Regulation Catches Up

  • Australia: In June 2024, new modifications to the Interactive Gambling Act 2001 were made, restricting online gambling services that are licensed in cryptocurrencies and credit cards. This was implemented by the regulations in a bid to check on the threat of money-laundering transactions and gambling with funds that are either traceable or borrowed.
  • United Kingdom: Under the UK gambling standards, licensed operators are allowed to accept payments in cryptocurrencies, including Bitcoin, although most currencies are legal in the UK. Rather, regulators are tightening advertising and influencer standards, as well as AML compliance.
     
  • Malta and EU hubs: Malta, however, is building a friendly house for blockchain. Their mechanism allows new businesses to experiment with their vision in a secure location that is monitored by the government, which is viewed by most people as the ideal equilibrium between liberty and regulations.
     
  • New regulatory paradigm: The smarter strategy of regulators has been to target those points of entry of blockchain technology, such as digital wallets and payment systems which are far more easily tracked and regulated.

Innovation in Compliance

Future-oriented systems are reacting with a blend of technology and governance:

  • Multi-jurisdictional licensing to retain legal access to international markets.
  • AML and KYC systems developed with identity checks based on blockchain.
  • Sensors using AI to identify vulnerable betting patterns.
  • Verifiable auditing that is digitally non-defiable to form transparent records of game integrity.
  • Local controls of access by users on prohibited markets.
     

Even the big-name brands are adapting. Stake Casino (run under a white-label agreement via TGP Europe) has recently stated that it will surrender its gambling license in the UK, as the region of the world grows more openly regulated. This case demonstrates that even gambling and crypto leaders are unable to lag. They need to keep up with the changes in the legislation.
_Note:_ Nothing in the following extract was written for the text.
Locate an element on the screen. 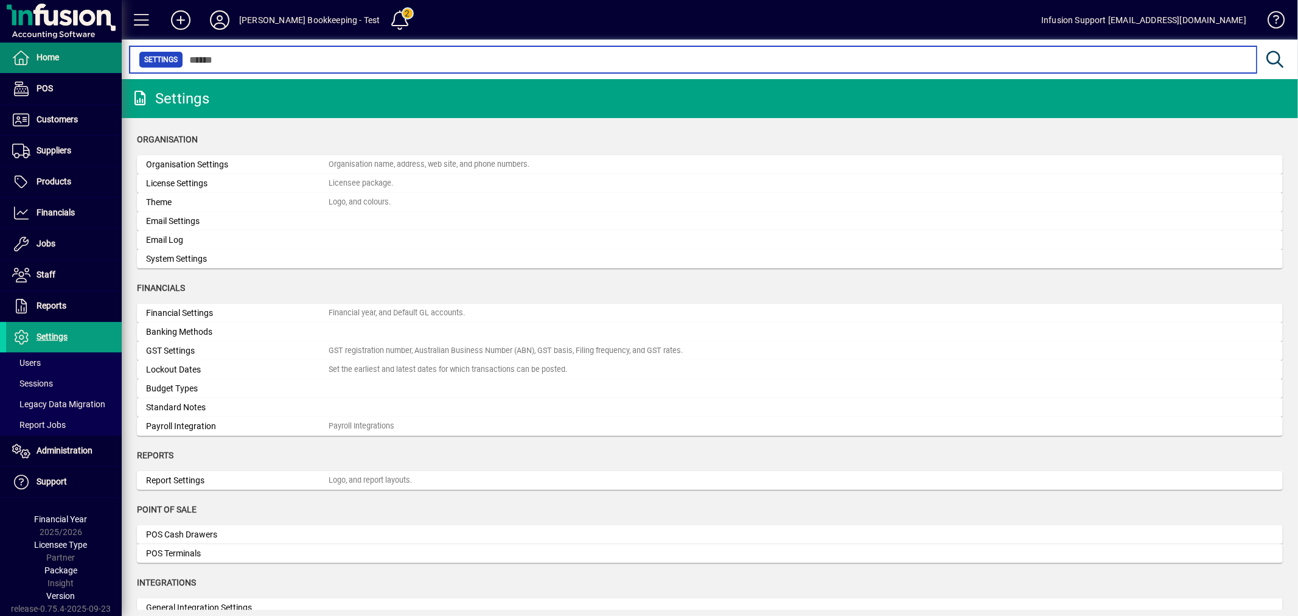 The height and width of the screenshot is (616, 1298). a: Report Jobs is located at coordinates (64, 425).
Where Regulation Meets Reinvention

Cryptocurrency educational websites, such as CryptoManiaks, have reported that compliance and innovation need not be conflicting concepts. This quality of transparency in blockchain, both in the traces of ledgers and the verifiable RNG algorithms, may guide regulators in gaining control, without throttling innovation.

An on-chain audit generates an indelible record of all games, which regulators can rely on to provide fairness, but without risking the privacy of users, which, when properly used, can make a compliance feature, rather than a box to tick.

The Road Ahead

The crypto betting industry is not reducing; it is evolving. With governments coming up with more official regulations, they are likely to consolidate: smaller offshore platforms might disappear, and licensed and compliant platforms turn into mainstream gaming giants.

More protection and transparency will be enjoyed by players. Regulators obtain better control. And operators willing to be responsible will probably win an audience that grows increasingly loyal.

Final Thoughts

Nothing is safe when one gambles with money, but crypto gambling has been considered a particularly safe option by some, and it has been thriving. The frontier is, however, in the change from anonymity to accountability in the year 2025.

The younger generation of bettors will not simply want to be speedy or secretive but will demand trust. And of the platforms that serve it, the payoffs might be higher than any lottery.